"The London Open", which opens at the Whitechapel Gallery on Wednesday, comes as the city gears up for the sporting showcase and just weeks after spectacular Diamond Jubilee celebrations marked the queen's 60th year on the throne.
A far darker image of the country and its capital emerges from the show, which features 35 artists chosen by a panel from more than 1,800 applicants.
"One of the big things that emerged (from the selection process) was that there was a real engagement with social, political and economic subject matter," said gallery curator Kirsty Ogg.
"We're living through a time of extreme global financial and political crisis," she added at a preview to the exhibition. "The artists are not necessarily directly referring to these issues, but there is an oblique reference."
A corner of the main gallery space is devoted to French-born Arnaud Desjardin's "The Everyday Press", featuring a printer, economic review publications and copies of a pamphlet called "Business as Usual".
Visitors are invited to buy copies at a pound a time, allowing gallery attendants to continue to produce more pamphlets without the artist incurring a loss.
Inside the pamphlet, the pages are marked with phrases including "Greed", "Manipulation", "Exploitation", "More-Greed-More" and "Cheap Tricks".
If that work reflects widespread public anger in recession-hit Britain over bank bailouts and financial market bonuses, last year's riots in London and beyond are evoked in two other pieces.
RIOTS, SQUATS, MENIAL JOBS
Nicholas Cobb's "Untitled" features six photographs from the larger "The Car Park" series which actually predate the social unrest of 2011.
Nonetheless, his meticulous reconstruction of street scenes made with tiny models that are destroyed once they have been photographed are reminiscent of media images of looting and clashes with police.
In "Heads of State", Leigh Clarke has made plaster casts of inverted masks of world leaders used during protests over recent decades, creating distorted, disturbing versions of real-life heads of state, as well as other prominent public figures.
Barack Obama, Angela Merkel and Nicolas Sarkozy are among the 30 faces displayed on steel stakes, as are Osama Bin Laden, Sarah Palin and Margaret Thatcher.
An image of the late Iranian leader Ayatollah Ruhollah Khomeini was created only after the artist found a copy of the mask that has not been used since the 1980s.
Shaun Doyle and Mally Mallinson present a plastic child's toy house, but its windows are bricked in and door blocked with wooden planks, a reference to squats and the inaccessibility of property in London where prices are high.
And Paul Westcombe's work features a selection of used paper coffee cups adorned with intricate coloured pictures executed partly to relieve the boredom of the artist's part-time job as a car park attendant.
Arguably the oddest work in the show is Martin John Callanan's plan to have his name officially "changed" to Martin John Callanan by deed poll.
Whitechapel Gallery, located in London's east end, said it had invited a magistrate to the exhibition on Thursday in order to carry out the procedure in person and before a live audience.
"It highlights the fact that there is a particular bureaucratic process that we're all subject to but are not necessarily aware of," Ogg explained.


## Required action
Using the data below, count the lines where "ffffff" appears, and answer with the number alone.

## Data section

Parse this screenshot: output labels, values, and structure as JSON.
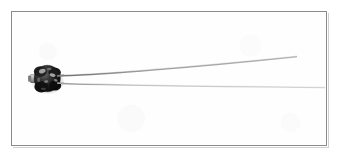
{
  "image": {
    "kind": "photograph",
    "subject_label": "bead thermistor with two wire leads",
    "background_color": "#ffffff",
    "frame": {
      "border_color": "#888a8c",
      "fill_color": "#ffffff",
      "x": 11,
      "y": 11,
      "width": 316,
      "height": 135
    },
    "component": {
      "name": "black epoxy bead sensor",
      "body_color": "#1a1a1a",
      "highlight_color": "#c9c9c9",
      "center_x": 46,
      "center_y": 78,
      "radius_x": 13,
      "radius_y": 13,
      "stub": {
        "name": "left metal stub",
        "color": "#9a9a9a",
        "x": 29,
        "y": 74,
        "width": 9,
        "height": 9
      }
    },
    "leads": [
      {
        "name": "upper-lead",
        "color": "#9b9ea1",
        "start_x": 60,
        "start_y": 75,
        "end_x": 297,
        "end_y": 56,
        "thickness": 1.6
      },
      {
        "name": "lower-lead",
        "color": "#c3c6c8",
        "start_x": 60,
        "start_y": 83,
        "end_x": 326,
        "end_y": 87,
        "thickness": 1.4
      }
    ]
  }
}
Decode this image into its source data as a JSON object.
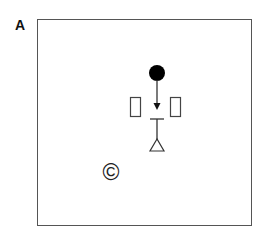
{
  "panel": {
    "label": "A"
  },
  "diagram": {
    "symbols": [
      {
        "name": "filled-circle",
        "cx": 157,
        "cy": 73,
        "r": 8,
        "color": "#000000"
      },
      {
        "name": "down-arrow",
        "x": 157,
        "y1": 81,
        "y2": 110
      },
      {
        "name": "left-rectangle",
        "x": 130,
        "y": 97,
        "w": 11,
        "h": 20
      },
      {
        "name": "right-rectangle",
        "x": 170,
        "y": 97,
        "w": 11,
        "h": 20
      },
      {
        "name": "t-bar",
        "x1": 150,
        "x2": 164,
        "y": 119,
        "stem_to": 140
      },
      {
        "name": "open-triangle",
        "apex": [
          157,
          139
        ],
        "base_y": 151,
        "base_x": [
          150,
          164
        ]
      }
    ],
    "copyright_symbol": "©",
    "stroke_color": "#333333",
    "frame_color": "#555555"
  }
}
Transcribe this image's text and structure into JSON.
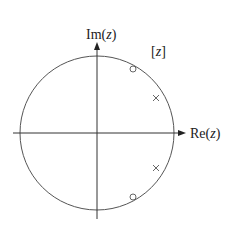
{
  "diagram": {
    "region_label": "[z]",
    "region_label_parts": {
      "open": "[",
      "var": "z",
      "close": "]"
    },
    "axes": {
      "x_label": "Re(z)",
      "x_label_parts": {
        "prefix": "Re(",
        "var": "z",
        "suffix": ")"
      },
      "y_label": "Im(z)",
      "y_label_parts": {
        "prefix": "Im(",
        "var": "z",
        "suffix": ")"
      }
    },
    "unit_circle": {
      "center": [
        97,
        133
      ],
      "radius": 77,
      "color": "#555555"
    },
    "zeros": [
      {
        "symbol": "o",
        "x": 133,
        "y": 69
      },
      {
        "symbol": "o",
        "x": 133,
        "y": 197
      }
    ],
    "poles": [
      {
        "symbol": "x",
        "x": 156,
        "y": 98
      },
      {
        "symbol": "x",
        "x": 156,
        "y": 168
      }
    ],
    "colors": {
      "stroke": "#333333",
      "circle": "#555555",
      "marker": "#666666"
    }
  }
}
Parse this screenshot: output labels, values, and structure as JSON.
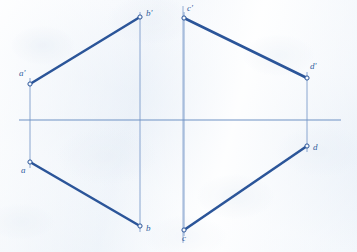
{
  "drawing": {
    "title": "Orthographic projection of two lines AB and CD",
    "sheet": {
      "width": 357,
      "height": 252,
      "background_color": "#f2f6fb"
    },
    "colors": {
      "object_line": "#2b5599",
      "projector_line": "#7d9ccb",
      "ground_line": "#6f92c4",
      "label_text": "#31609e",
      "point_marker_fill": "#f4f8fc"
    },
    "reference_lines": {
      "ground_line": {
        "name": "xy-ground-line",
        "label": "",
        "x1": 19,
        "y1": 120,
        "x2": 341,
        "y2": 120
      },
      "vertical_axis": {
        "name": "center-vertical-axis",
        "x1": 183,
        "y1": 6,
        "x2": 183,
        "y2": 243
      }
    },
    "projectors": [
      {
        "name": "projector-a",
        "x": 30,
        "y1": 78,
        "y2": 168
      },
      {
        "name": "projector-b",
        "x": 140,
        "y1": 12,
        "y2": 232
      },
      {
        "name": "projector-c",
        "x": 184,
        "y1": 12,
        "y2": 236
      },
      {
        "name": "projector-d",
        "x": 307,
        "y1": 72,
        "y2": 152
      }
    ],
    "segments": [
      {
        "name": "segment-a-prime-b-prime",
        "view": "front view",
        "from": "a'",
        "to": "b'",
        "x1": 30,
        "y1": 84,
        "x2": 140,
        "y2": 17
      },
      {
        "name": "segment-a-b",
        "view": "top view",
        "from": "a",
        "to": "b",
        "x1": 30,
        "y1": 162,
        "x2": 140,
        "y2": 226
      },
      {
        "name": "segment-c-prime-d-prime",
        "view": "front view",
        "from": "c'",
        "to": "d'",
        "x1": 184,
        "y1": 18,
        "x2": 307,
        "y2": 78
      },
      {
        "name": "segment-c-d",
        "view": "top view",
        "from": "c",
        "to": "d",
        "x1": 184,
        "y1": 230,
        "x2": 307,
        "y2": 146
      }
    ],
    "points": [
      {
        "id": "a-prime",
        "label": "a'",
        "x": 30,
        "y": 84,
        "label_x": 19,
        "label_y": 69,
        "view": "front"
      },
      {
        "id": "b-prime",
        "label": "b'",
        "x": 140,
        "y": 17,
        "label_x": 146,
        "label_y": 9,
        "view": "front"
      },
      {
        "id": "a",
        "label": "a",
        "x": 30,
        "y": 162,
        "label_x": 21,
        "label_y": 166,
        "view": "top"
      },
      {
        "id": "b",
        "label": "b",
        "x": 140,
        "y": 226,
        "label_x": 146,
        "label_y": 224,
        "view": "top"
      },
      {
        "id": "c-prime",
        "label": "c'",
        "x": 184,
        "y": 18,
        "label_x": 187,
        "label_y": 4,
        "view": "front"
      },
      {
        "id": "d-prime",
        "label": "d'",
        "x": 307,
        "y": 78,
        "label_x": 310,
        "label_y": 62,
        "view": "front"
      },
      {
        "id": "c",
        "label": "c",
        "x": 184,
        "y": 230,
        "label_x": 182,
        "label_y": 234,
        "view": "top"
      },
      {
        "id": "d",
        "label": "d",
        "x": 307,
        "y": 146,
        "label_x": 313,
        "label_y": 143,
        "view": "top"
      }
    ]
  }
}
--
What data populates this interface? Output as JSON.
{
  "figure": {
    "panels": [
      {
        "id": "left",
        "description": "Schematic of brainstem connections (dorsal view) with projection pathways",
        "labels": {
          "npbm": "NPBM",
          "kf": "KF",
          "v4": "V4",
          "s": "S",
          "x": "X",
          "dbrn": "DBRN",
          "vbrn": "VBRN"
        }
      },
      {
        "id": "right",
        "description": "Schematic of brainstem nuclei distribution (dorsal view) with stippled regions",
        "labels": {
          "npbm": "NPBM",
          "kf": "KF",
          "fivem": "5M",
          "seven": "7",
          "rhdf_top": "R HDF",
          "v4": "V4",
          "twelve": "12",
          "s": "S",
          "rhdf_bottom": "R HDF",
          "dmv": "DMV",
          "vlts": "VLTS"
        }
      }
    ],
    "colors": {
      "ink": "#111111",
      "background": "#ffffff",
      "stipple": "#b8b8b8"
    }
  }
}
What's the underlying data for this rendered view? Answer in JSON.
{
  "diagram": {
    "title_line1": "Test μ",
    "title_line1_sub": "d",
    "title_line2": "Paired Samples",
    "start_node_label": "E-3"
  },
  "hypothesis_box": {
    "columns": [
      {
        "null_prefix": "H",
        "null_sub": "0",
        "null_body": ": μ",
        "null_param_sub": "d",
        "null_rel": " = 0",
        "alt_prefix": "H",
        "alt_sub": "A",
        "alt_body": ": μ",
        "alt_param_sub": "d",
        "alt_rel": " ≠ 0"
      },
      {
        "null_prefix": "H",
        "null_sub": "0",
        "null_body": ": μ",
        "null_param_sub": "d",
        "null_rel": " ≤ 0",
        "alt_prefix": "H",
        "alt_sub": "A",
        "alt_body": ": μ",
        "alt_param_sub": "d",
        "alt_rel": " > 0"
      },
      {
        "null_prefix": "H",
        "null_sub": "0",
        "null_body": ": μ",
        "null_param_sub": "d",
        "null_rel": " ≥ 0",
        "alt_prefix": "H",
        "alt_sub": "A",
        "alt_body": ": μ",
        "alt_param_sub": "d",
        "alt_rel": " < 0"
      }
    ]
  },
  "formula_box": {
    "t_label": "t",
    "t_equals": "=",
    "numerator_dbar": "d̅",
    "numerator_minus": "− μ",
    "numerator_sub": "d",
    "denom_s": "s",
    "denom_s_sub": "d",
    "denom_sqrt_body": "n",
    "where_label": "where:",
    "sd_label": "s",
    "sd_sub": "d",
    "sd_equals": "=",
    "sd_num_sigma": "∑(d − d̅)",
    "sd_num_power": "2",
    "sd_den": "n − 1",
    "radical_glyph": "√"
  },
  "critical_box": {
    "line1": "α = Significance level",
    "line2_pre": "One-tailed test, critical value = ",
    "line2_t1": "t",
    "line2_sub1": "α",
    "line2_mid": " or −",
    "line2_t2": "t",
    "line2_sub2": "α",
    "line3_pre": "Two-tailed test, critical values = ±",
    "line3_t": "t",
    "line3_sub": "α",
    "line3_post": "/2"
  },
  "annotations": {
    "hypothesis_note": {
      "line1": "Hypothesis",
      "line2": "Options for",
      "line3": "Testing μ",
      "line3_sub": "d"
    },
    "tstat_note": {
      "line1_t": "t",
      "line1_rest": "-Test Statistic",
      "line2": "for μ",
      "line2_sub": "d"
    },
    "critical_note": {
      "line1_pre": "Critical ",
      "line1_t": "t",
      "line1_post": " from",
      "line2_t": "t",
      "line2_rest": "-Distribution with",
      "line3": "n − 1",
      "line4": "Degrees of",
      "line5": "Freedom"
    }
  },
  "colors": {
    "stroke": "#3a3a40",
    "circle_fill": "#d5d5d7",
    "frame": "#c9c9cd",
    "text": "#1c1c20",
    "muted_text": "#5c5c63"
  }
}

## Problem solution
3